I read the abridged version, edited in 1851 by William B. Wedgwood. Michael G. Kammen’s
Colonial New York: A History
is a fine work of reconstruction of the years before the American Revolution and helped me with the wider context of 1741.

Many other books fill my New York shelves, from Herbert Asbury’s classic
The Gangs of New York
to Sean Wilentz’s
Chants Democratic
. Most recently, I’ve learned from Gerard T. Koeppel’s
Water for Gotham,
M. H. Dunlop’s
Gilded City,
and Richard B. Stott’s
Workers in the Metropolis
. I have hundreds of volumes too on Irish history, too many to list, but some of which provided details of the arctic winter of 1740 and the famine that was forgotten after the much larger horrors of the Great Famine of the 1840s, which changed Ireland and New York for a century.

History is not everything, of course. The poetry and journalism of Walt Whitman are essential for any writer about New York, as are the works of Edgar Allen Poe, Herman Melville, Stephen Crane, and Theodore Dreiser, and, of course, Henry James. But much is to be learned from the pulp fiction produced for more than a century in New York, from the dime novels of the dreadful Ned Buntline and his more respectable contemporaries to the works of the Black Mask school of detective fiction. I admire too the works of Caleb Carr, Jack Finney, and above all, the splendid New York fictions of E. L. Doctorow, who has turned so much of our narrative into high art.

My writer friends Julie Baumgold and Carolina Gonzalez helped with details I could not know. But this novel the process of imagining and writing was almost constantly a process of reimagining and rewriting, of finding fresh connections and unexpected patterns, and making decisions about what could be eliminated and what must be kept. That process was driven by the high standards and respect for craft of my editor, Bill Phillips. His contribution to this work was absolutely essential. He goaded me, pushed me, cajoled me, encouraged me, made me laugh, and gave me the time to do what had to be done, regardless of deadlines. It was a marvelous experience; our e-mails alone would make a small book, and I’ll be grateful to Bill Phillips, well, forever.
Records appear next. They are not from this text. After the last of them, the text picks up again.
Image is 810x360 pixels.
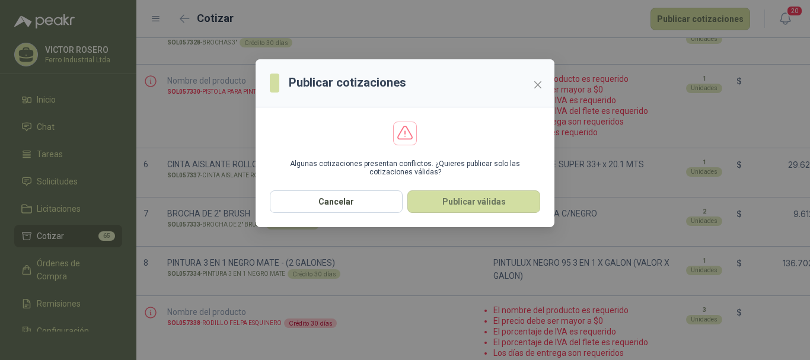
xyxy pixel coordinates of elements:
[407,190,540,213] button: Publicar válidas
[270,190,402,213] button: Cancelar
[289,73,406,92] h3: Publicar cotizaciones
[528,75,547,94] button: Close
[533,80,542,89] span: close
[270,159,540,176] p: Algunas cotizaciones presentan conflictos. ¿Quieres publicar solo las cotizaciones válidas?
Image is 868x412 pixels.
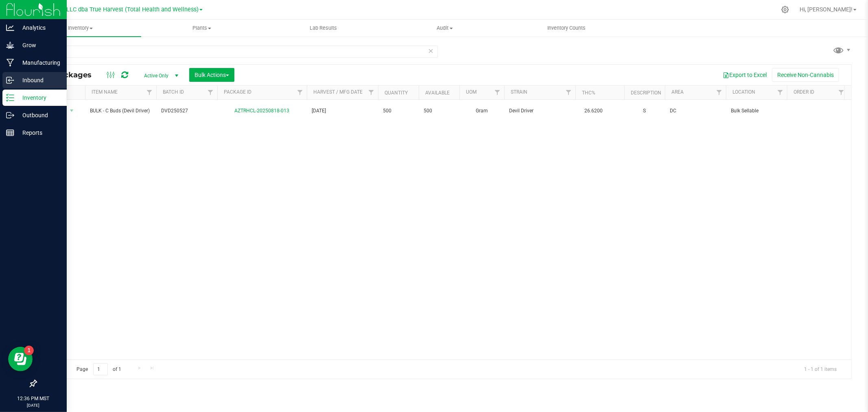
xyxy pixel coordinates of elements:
[793,89,814,95] a: Order ID
[235,108,289,113] a: AZTRHCL-20250818-013
[142,25,262,32] span: Plants
[582,90,595,96] a: THC%
[224,89,251,95] a: Package ID
[717,68,772,82] button: Export to Excel
[780,6,790,13] div: Manage settings
[6,128,14,137] inline-svg: Reports
[161,107,213,115] span: DVD250527
[262,19,384,37] a: Lab Results
[43,70,100,79] span: All Packages
[511,89,527,95] a: Strain
[66,105,77,116] span: select
[631,90,661,96] a: Description
[142,86,156,99] a: Filter
[93,363,108,376] input: 1
[313,89,362,95] a: Harvest / Mfg Date
[424,107,454,115] span: 500
[298,25,347,32] span: Lab Results
[385,90,408,96] a: Quantity
[69,363,128,376] span: Page of 1
[797,363,843,375] span: 1 - 1 of 1 items
[536,25,597,32] span: Inventory Counts
[425,90,450,96] a: Available
[385,25,506,32] span: Audit
[506,19,627,37] a: Inventory Counts
[24,6,198,13] span: DXR FINANCE 4 LLC dba True Harvest (Total Health and Wellness)
[293,86,306,99] a: Filter
[6,76,14,84] inline-svg: Inbound
[14,23,63,33] p: Analytics
[24,346,34,355] iframe: Resource center unread badge
[580,105,606,117] span: 26.6200
[4,402,63,408] p: [DATE]
[491,86,504,99] a: Filter
[163,89,184,95] a: Batch ID
[773,86,787,99] a: Filter
[6,93,14,102] inline-svg: Inventory
[6,59,14,66] inline-svg: Manufacturing
[670,107,721,115] span: DC
[772,68,839,82] button: Receive Non-Cannabis
[92,89,118,95] a: Item Name
[14,110,63,120] p: Outbound
[731,107,782,115] span: Bulk Sellable
[36,46,438,57] input: Search Package ID, Item Name, SKU, Lot or Part Number...
[365,86,378,99] a: Filter
[312,107,373,115] span: [DATE]
[6,24,14,32] inline-svg: Analytics
[799,6,852,13] span: Hi, [PERSON_NAME]!
[466,89,477,95] a: UOM
[14,40,63,50] p: Grow
[19,25,141,32] span: Inventory
[712,86,726,99] a: Filter
[14,128,63,137] p: Reports
[6,41,14,49] inline-svg: Grow
[383,107,414,115] span: 500
[732,89,755,95] a: Location
[14,93,63,102] p: Inventory
[464,107,499,115] span: Gram
[204,86,217,99] a: Filter
[562,86,575,99] a: Filter
[19,19,141,37] a: Inventory
[90,107,151,115] span: BULK - C Buds (Devil Driver)
[834,86,848,99] a: Filter
[14,75,63,85] p: Inbound
[189,68,234,82] button: Bulk Actions
[6,111,14,119] inline-svg: Outbound
[14,57,63,68] p: Manufacturing
[629,106,660,116] div: S
[195,72,229,78] span: Bulk Actions
[8,347,33,372] iframe: Resource center
[428,46,434,56] span: Clear
[509,107,570,115] span: Devil Driver
[384,19,506,37] a: Audit
[671,89,684,95] a: Area
[141,19,262,37] a: Plants
[4,395,63,402] p: 12:36 PM MST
I was accompanied on this journey by my wife, to whom this book properly belongs. But I was also in the company of Charlie Parker, John Coltrane, Erik Satie, Scott Joplin, Benny More, Miles Davis, J. S. Bach, the unknown masters of Gregorian chant, and Duke Ellington, and by a marvelous creature named Gabo, who was what John Cheever once called “a former dog.” Gabo didn’t live to see me finish, but he’s in these pages too.